Here, with Saint Egidio, we are on other ground; on the ground of bald actuality. He expired in 1812, and the contemporaries who have attested his miraculous deeds are not misty phantoms of the Thebais; they were creatures of flesh and blood, human, historical personages, who were dressed and nourished and educated after the fashion of our own grandfathers. Yet it was meet and proper that the documentary evidence as to his divine graces should be conscientiously examined. And only in 1888 was the crowning work accomplished. In that year His Holiness Leo XIII and the Sacred Congregation of Cardinals solemnly approved the evidence and inscribed the name of Egidio in the book of the Blessed.
To touch upon a few minor matters—I observe that Fra Egidio, like the Flying Monk, was “illiterate,” and similarly preserved up to a decrepit age “the odorous lily of purity, which made him appear in words and deeds as a most innocent child.” He was accustomed to worship before a favourite picture of the Mother of God which he kept adorned with candles; and whenever the supply of these ran out, he was wont to address Her with infantile simplicity of heart and in the local dialect: “Now there’s no wax for You; so think about it Yourself; if not, You’ll have to go without.” The playful-saintly note. . . .

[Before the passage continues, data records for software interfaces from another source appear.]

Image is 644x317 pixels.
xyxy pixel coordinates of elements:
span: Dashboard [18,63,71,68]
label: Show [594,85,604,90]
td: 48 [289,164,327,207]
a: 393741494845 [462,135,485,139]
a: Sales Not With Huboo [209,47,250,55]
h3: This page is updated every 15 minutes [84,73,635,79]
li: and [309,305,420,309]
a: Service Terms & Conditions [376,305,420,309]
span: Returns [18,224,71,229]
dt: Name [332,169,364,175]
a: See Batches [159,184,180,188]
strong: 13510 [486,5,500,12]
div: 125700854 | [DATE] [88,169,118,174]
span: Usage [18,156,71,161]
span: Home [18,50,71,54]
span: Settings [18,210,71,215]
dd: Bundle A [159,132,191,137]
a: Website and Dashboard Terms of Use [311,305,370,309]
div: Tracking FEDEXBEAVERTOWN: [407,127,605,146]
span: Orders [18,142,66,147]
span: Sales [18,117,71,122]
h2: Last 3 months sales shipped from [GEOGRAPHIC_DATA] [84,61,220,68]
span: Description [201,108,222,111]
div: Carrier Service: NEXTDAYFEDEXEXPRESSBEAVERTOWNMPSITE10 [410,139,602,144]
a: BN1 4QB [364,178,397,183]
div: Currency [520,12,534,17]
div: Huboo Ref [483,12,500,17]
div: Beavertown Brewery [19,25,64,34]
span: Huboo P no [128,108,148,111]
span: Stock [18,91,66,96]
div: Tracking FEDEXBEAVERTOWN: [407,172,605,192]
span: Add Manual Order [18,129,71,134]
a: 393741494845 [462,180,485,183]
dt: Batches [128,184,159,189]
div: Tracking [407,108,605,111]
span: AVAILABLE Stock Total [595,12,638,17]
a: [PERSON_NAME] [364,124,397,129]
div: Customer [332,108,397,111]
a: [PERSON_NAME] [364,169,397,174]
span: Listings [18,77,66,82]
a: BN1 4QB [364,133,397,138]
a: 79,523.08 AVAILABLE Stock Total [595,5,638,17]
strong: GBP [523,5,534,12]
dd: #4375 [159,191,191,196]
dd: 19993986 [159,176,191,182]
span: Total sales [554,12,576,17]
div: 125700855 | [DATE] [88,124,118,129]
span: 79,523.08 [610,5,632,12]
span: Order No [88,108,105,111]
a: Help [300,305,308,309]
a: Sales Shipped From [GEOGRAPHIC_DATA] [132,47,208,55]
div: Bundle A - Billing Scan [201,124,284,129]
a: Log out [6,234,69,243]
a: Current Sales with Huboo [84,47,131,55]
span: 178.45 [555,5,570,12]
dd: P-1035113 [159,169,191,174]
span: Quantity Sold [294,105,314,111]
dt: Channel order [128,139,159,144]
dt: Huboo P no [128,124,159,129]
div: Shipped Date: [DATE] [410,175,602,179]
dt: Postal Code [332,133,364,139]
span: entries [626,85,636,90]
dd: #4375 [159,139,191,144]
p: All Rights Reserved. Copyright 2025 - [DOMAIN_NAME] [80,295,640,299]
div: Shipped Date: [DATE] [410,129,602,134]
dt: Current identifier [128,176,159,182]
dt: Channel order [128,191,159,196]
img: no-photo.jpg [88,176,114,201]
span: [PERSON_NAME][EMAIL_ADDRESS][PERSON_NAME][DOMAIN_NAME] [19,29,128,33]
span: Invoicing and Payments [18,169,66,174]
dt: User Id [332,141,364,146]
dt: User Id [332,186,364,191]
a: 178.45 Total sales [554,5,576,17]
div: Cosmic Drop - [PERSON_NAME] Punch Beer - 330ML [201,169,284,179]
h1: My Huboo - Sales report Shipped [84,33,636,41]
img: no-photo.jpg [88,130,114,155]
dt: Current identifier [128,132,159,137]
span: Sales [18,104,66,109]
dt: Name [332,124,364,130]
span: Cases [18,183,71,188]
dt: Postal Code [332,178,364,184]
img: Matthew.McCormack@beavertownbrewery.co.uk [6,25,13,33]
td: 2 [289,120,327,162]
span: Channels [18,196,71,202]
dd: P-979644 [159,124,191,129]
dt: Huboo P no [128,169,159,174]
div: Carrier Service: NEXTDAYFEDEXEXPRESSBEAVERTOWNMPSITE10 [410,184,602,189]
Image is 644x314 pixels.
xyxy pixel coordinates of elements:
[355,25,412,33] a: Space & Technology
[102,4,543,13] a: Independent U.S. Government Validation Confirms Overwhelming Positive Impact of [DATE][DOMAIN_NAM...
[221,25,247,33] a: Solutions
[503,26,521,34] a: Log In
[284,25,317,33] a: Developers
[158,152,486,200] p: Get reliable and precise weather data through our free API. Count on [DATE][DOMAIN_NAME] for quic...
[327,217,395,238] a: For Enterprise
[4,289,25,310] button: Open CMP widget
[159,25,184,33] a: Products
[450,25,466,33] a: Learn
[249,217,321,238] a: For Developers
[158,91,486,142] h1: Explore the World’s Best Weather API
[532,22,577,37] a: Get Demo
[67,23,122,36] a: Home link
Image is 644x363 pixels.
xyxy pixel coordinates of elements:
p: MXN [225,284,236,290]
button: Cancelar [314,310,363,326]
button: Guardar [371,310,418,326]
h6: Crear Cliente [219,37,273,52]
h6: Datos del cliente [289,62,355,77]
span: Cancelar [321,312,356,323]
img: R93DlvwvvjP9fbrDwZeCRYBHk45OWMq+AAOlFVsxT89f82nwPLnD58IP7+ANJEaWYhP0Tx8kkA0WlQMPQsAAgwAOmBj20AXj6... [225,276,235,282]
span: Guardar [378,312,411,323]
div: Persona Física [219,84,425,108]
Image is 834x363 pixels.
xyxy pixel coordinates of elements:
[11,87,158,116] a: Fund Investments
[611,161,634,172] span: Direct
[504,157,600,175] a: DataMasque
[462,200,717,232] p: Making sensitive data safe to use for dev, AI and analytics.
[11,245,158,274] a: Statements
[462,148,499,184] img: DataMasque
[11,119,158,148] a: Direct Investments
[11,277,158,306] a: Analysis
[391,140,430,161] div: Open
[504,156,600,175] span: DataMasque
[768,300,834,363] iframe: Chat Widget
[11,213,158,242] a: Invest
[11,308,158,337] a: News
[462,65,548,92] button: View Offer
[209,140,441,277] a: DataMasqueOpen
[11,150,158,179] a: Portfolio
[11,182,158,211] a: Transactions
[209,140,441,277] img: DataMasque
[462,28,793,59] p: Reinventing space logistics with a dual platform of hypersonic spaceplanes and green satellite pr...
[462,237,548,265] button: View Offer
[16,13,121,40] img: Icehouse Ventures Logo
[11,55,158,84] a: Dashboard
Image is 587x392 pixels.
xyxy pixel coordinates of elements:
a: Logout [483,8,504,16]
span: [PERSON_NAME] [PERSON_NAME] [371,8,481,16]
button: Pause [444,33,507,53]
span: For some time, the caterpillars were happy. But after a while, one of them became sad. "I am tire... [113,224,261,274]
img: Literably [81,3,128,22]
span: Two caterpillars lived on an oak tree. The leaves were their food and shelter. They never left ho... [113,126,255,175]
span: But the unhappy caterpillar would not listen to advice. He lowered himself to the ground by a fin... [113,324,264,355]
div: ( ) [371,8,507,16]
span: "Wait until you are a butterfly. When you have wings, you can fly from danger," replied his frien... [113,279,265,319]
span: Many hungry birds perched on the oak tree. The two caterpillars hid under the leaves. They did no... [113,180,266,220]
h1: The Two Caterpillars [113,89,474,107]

But there is this difference between him and earlier saints that whereas they, all too often, suffered in solitude, misunderstood and rejected of men, he enjoyed the highest popularity during his whole long life. Wherever he went, his footsteps were pursued by crowds of admirers, eager to touch his wonder-working body or to cut off shreds of his clothing as amulets; hardly a day passed that he did not return home with garments so lacerated that only half of them was left; every evening they had to be patched up anew, although they were purposely stitched full of wires and small chains of iron as a protection. The same passionate sympathy continued after death, for while his body was lying in state a certain Luigi Ascione, a surgeon, pushed through the crowd and endeavoured to cut off one of his toe-nails with the flesh attached to it; he admitted being driven to this act of pious depredation by the pleading request of the Spanish Ambassador and a Neapolitan princess, who held Fra Egidio in great veneration.